Is your feature request related to a problem?
Yes. The dashboard currently interacts directly with the GitHub API on-the-fly. To prevent hitting strict hourly API Rate Limits and causing application timeouts, we are forced to slice data fetches to the 100 most recent records.
Because of this necessary protective constraint, our analytical modules (like tab_trends) cannot visualize historical project progression past a few months (e.g., prior to April 2026 for highly active repositories). Furthermore, as traffic scales, simultaneous users will deplete token limits almost instantly.
Describe the solution you'd like
We should transition our data layer from an On-Demand API Fetching pattern to a persistent Sync & Serve Architecture using an embedded SQLite database (cache.db).
This architecture decouples the Streamlit user interface from the live GitHub endpoints entirely:
- Local Persistent Storage: Introduce a lightweight SQLite database file embedded right into the project directory structure.
- Background Sync Mechanism: Write an incremental update utility that fetches data from GitHub's endpoints periodically (e.g., updates since the last recorded sync timestamps) and upserts them into our local tables.
- Decoupled Client Reading Layer: Refactor
src/github_client.py to stop using direct web requests during UI execution. Instead, it will use Pandas' native pd.read_sql() functionality to serve structured DataFrames directly from local disk files in milliseconds.
+------------+ Sync Worker +------------+ Fast Query +-----------+
| GitHub API | ====================> | Database | ====================> | Streamlit |
| (Source) | (Incremental Pull) | (SQLite) | (Reads Local) | (UI) |
+------------+ +------------+ +-----------+
Advantages of this approach
- Infinite Retention: We can safely scrape and store thousands of historical issues going back to day one without impacting dashboard loading performance or losing historical context.
- Instant Dashboard Loading Times: Querying a local SQLite database takes fractions of a millisecond, eliminating API network roundtrip latency entirely.
- Complete Rate Limit Immunity: If hundreds of users browse the dashboard at once, the app will make zero calls to GitHub, keeping our
GITHUB_TOKEN allocations safe.
Additional context
SQLite requires zero infrastructure setup or environment configurations since it is included out-of-the-box in the Python standard library (import sqlite3).
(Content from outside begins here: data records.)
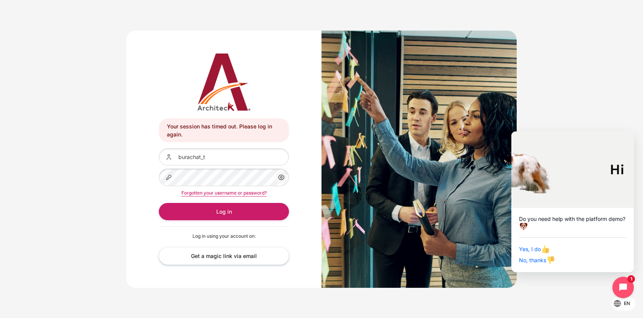 This screenshot has height=318, width=643. Describe the element at coordinates (224, 236) in the screenshot. I see `p: Log in using your account on:` at that location.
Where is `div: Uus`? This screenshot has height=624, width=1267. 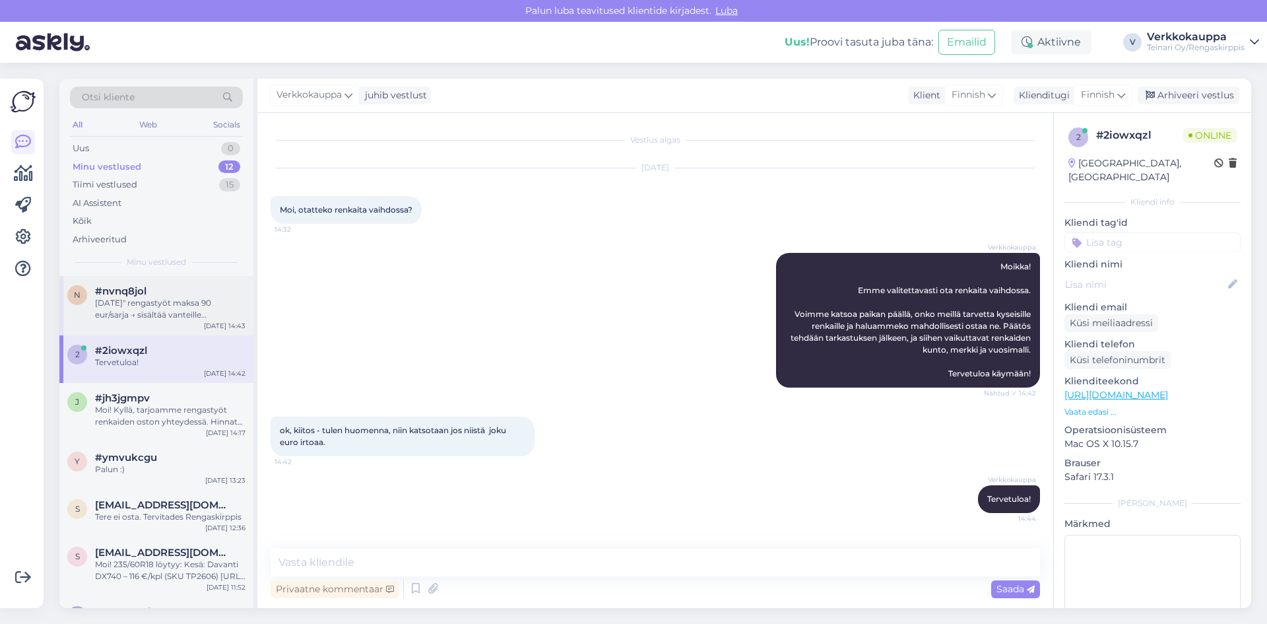 div: Uus is located at coordinates (80, 148).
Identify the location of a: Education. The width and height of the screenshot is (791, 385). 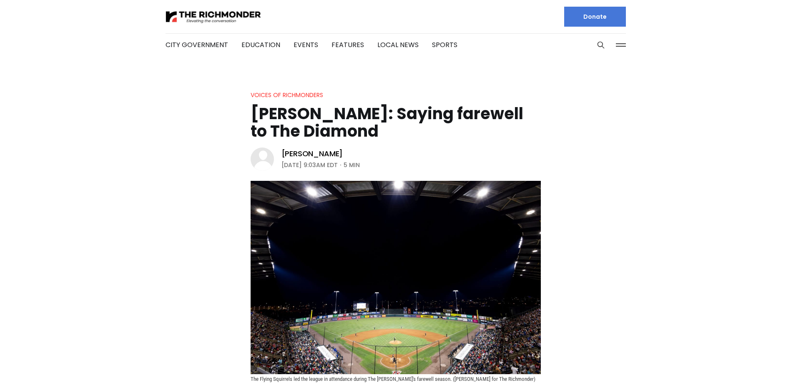
(261, 45).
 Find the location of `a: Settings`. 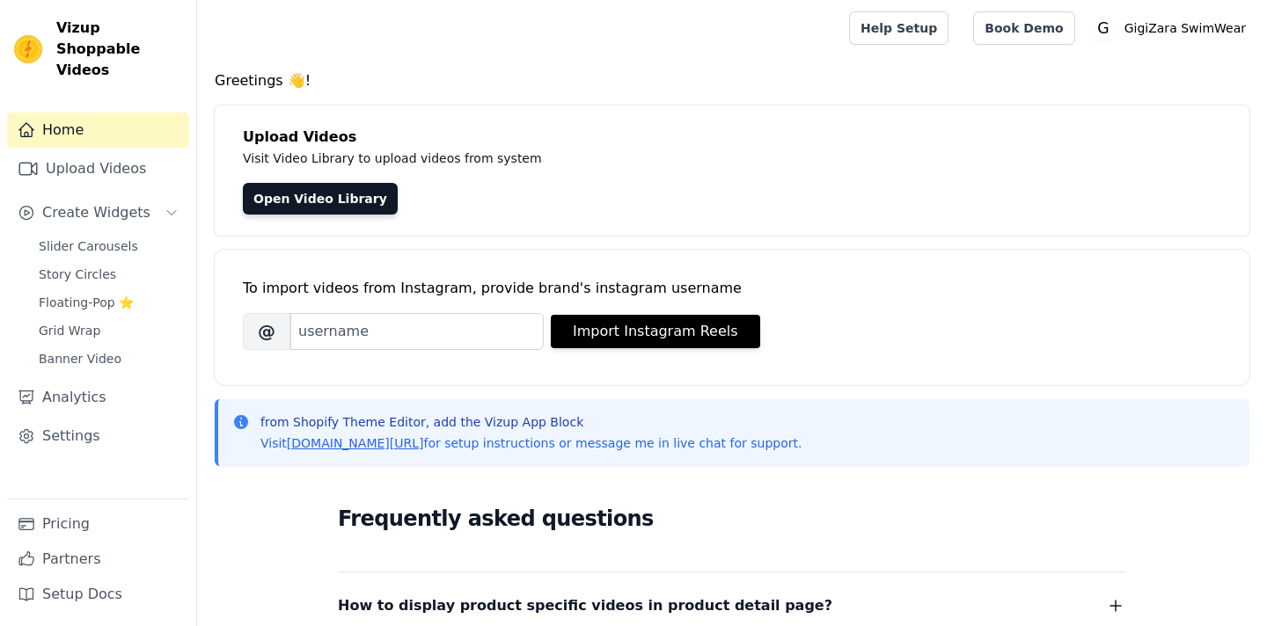

a: Settings is located at coordinates (98, 436).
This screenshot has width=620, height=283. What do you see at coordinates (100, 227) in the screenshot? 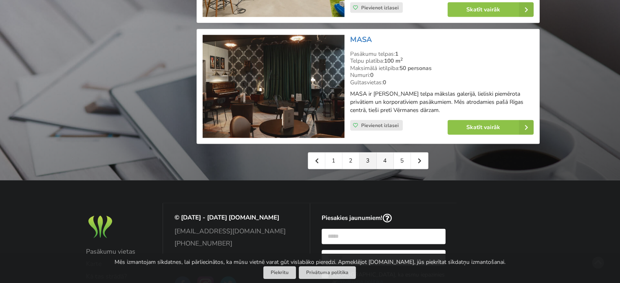
I see `img: Baltic Meeting Rooms` at bounding box center [100, 227].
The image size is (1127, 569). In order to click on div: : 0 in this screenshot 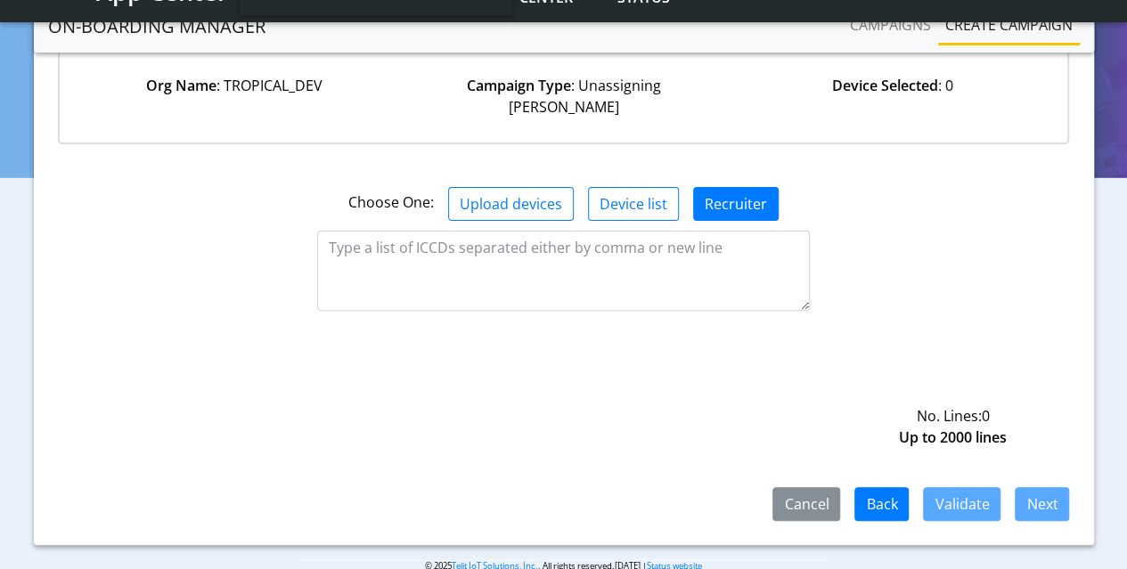, I will do `click(892, 96)`.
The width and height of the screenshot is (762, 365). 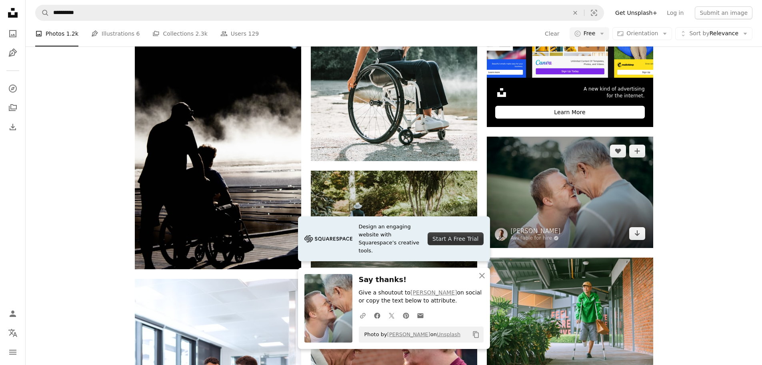 I want to click on button: Language, so click(x=13, y=333).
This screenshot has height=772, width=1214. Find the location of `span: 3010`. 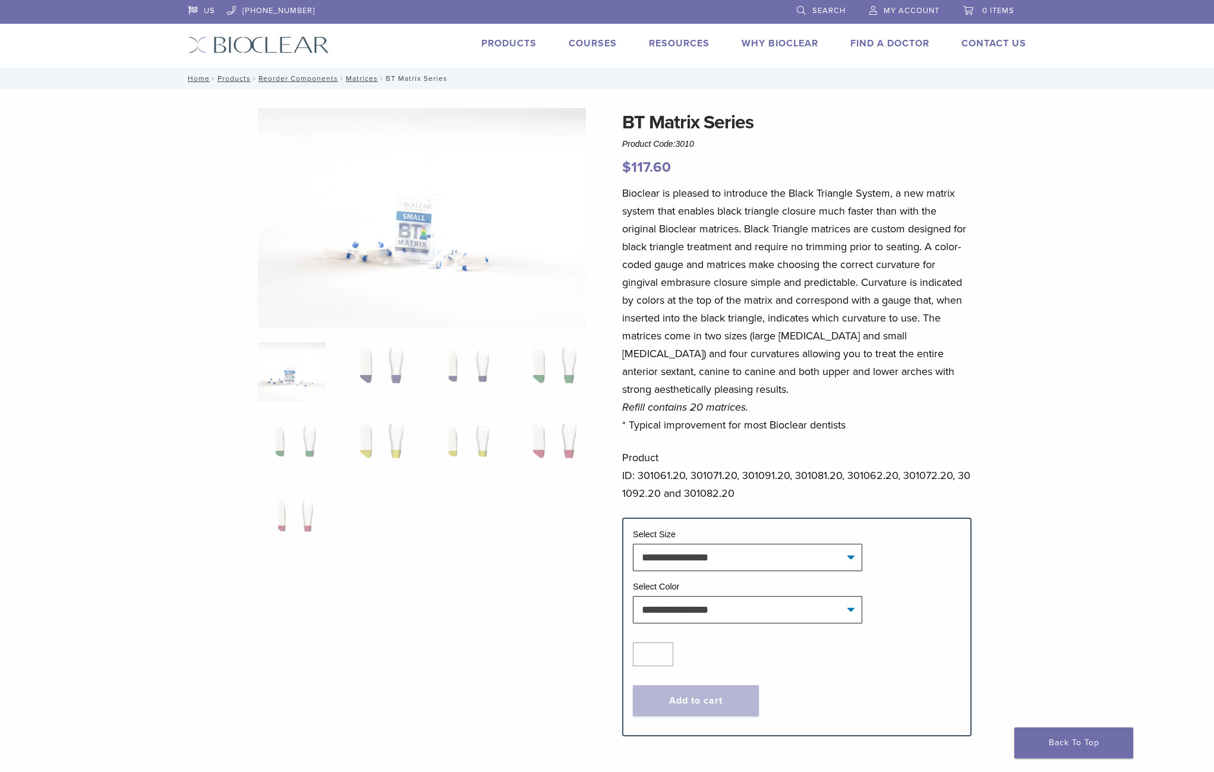

span: 3010 is located at coordinates (685, 144).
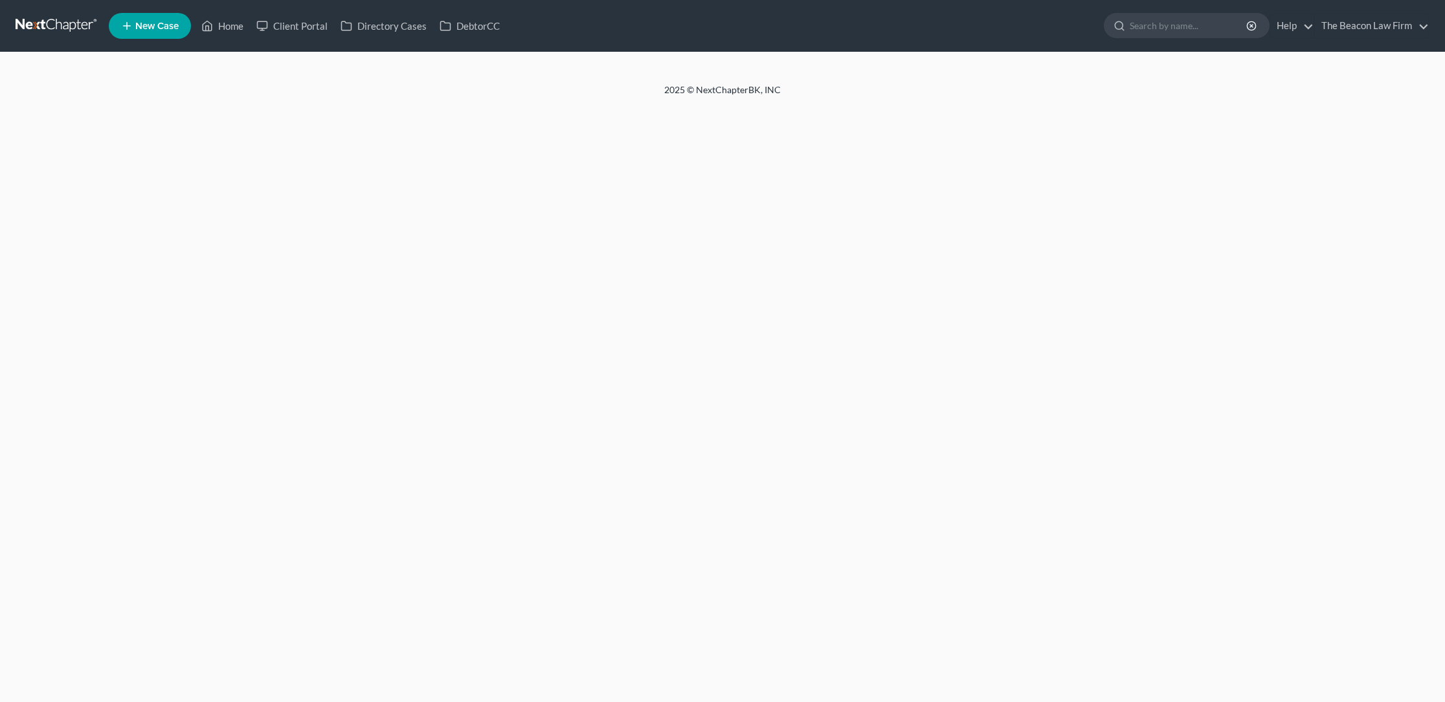 This screenshot has width=1445, height=702. What do you see at coordinates (722, 95) in the screenshot?
I see `div: 2025 © NextChapterBK, INC` at bounding box center [722, 95].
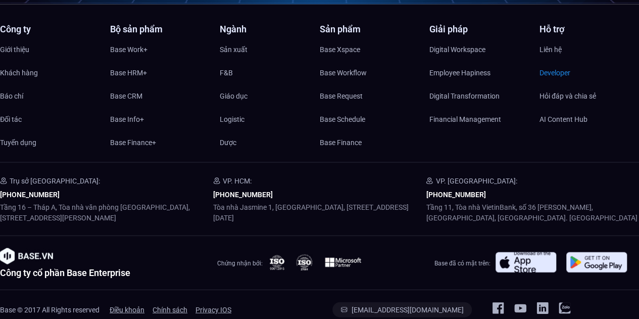 This screenshot has height=319, width=639. I want to click on a: Digital Transformation, so click(479, 96).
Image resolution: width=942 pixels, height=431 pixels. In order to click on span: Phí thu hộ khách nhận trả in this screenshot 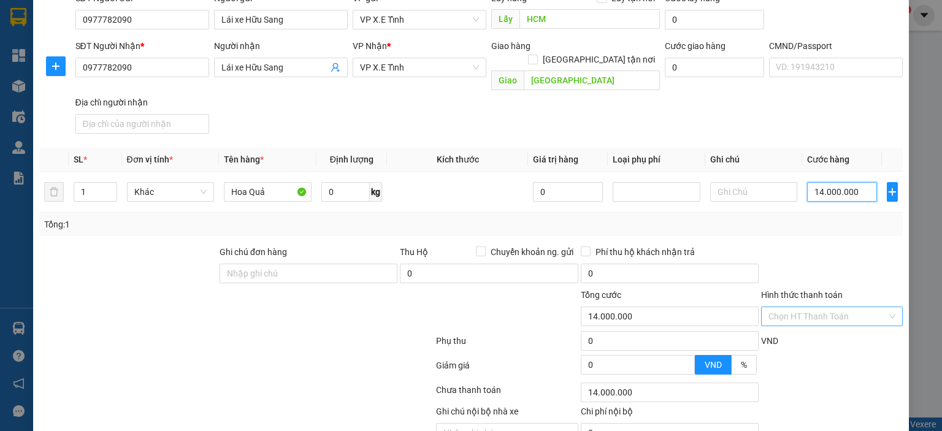, I will do `click(645, 252)`.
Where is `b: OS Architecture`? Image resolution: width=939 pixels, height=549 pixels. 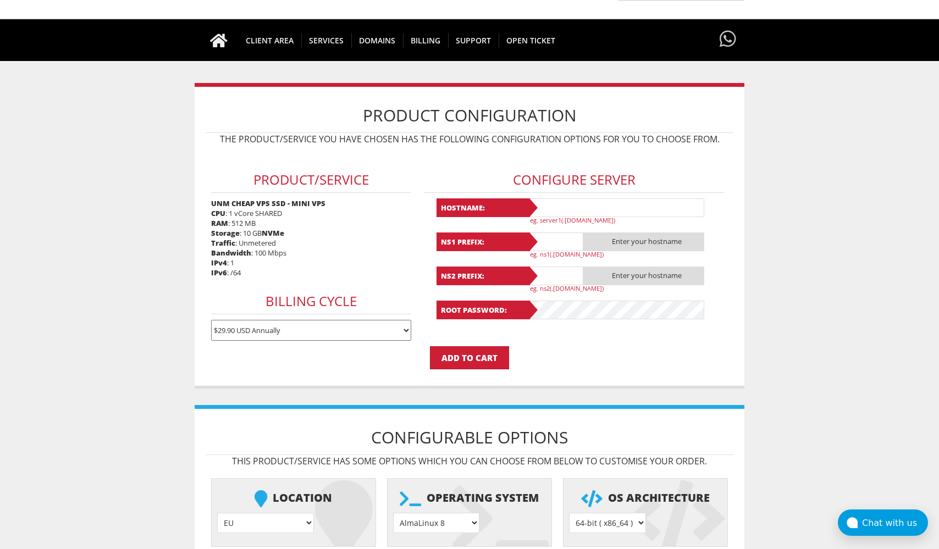 b: OS Architecture is located at coordinates (645, 498).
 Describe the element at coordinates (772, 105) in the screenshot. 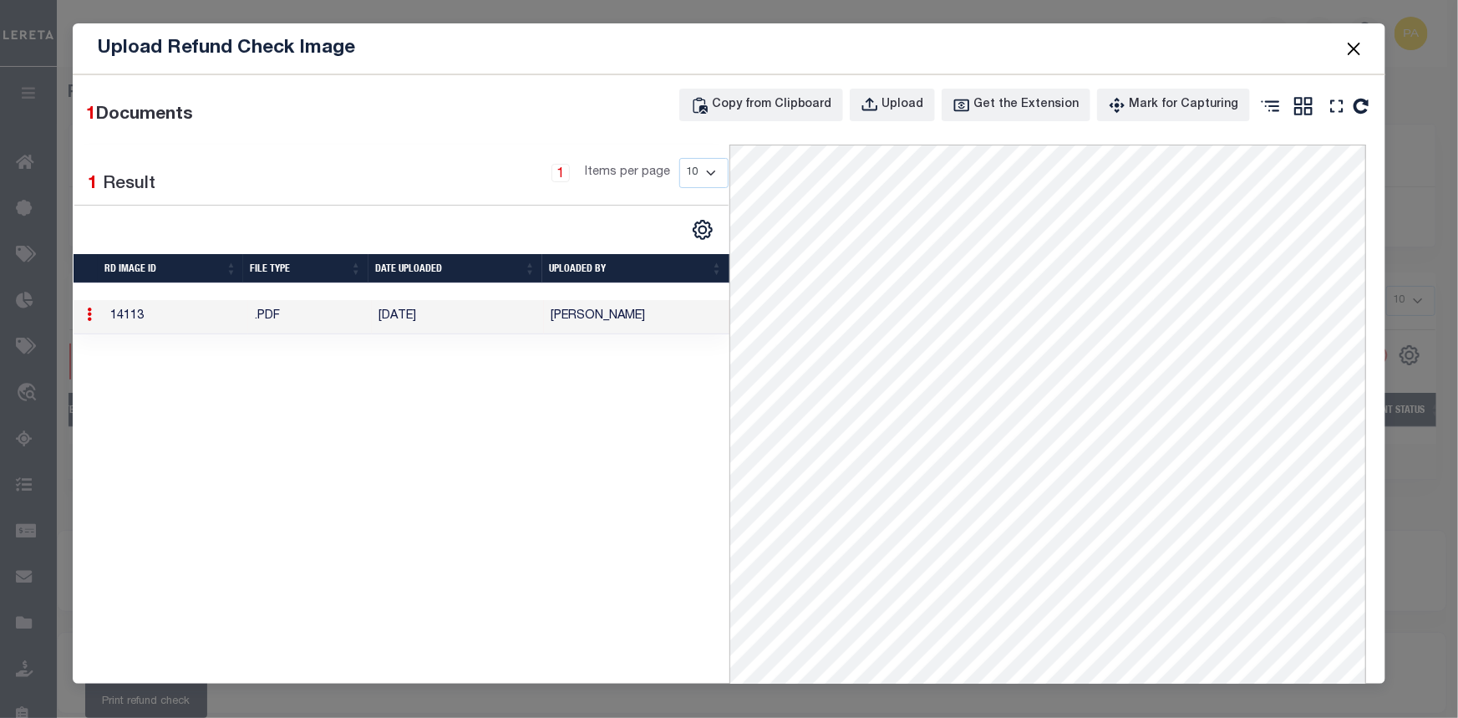

I see `div: Copy from Clipboard` at that location.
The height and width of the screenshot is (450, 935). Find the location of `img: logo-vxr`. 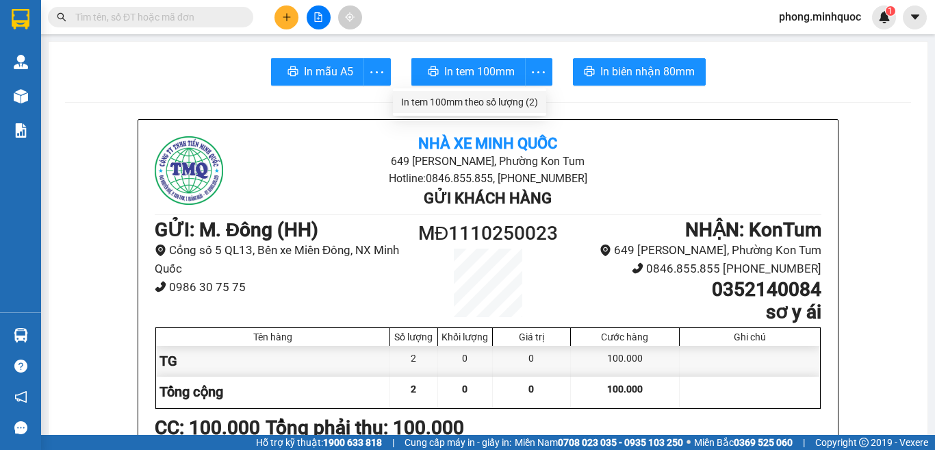

img: logo-vxr is located at coordinates (21, 19).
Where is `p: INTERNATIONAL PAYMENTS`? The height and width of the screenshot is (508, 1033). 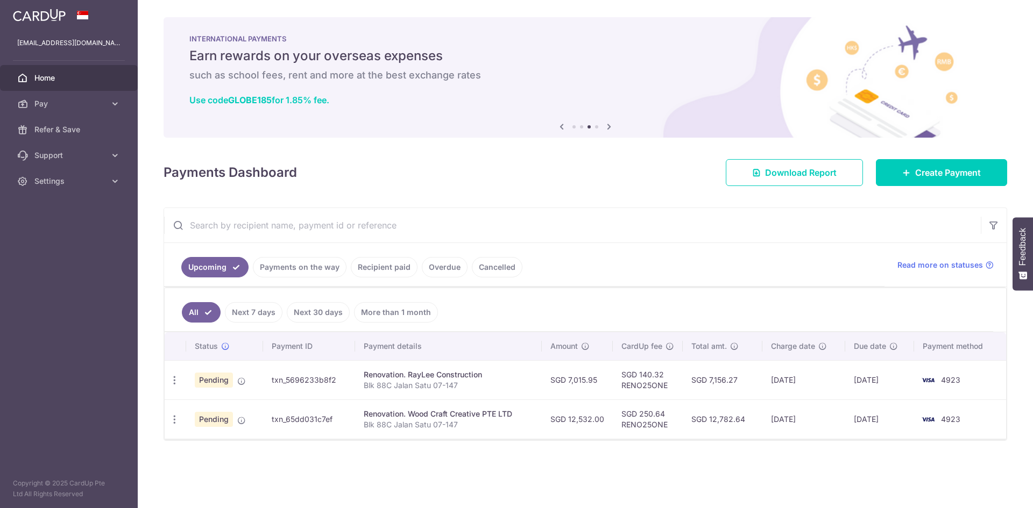
p: INTERNATIONAL PAYMENTS is located at coordinates (585, 39).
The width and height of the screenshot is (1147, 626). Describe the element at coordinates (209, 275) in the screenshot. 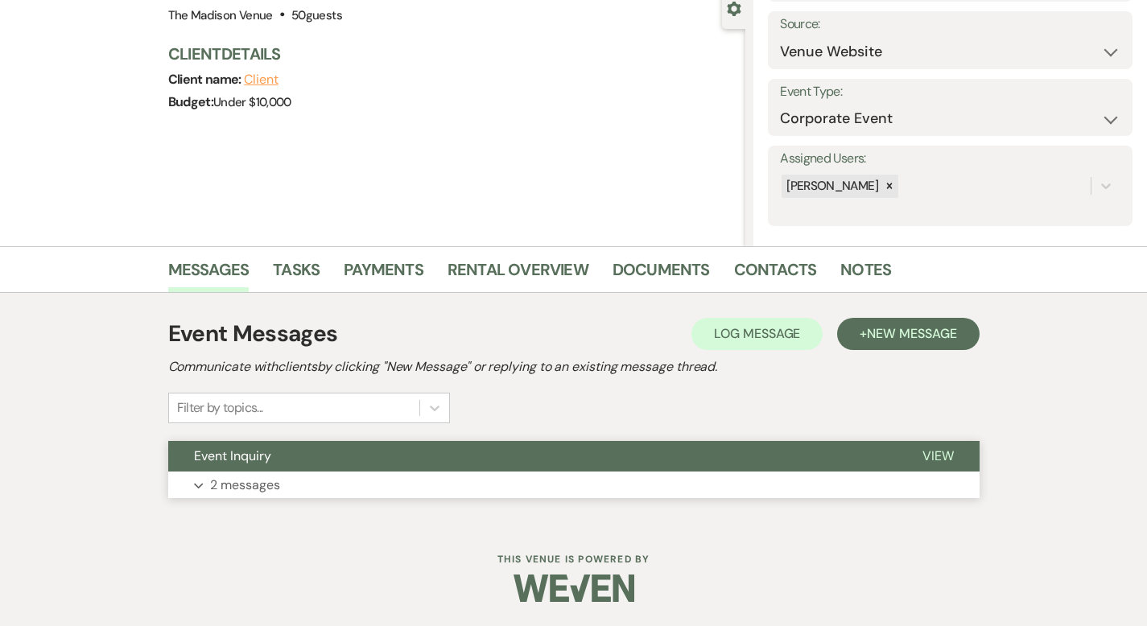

Pandas supports it natively via df.to_sql().
We should schedule this implementation immediately after merging our ongoing frontend plotting features to unlock full-history tracking capability safely.
Is your feature request related to a problem?
Yes. The dashboard currently interacts directly with the GitHub API on-the-fly. To prevent hitting strict hourly API Rate Limits and causing application timeouts, we are forced to slice data fetches to the 100 most recent records.
Because of this necessary protective constraint, our analytical modules (like
tab_trends) cannot visualize historical project progression past a few months (e.g., prior to April 2026 for highly active repositories). Furthermore, as traffic scales, simultaneous users will deplete token limits almost instantly.Describe the solution you'd like
We should transition our data layer from an On-Demand API Fetching pattern to a persistent Sync & Serve Architecture using an embedded SQLite database (
cache.db).This architecture decouples the Streamlit user interface from the live GitHub endpoints entirely:
src/github_client.pyto stop using direct web requests during UI execution. Instead, it will use Pandas' nativepd.read_sql()functionality to serve structured DataFrames directly from local disk files in milliseconds.Advantages of this approach
GITHUB_TOKENallocations safe.Additional context
SQLite requires zero infrastructure setup or environment configurations since it is included out-of-the-box in the Python standard library (
import sqlite3). Pandas supports it natively viadf.to_sql().We should schedule this implementation immediately after merging our ongoing frontend plotting features to unlock full-history tracking capability safely.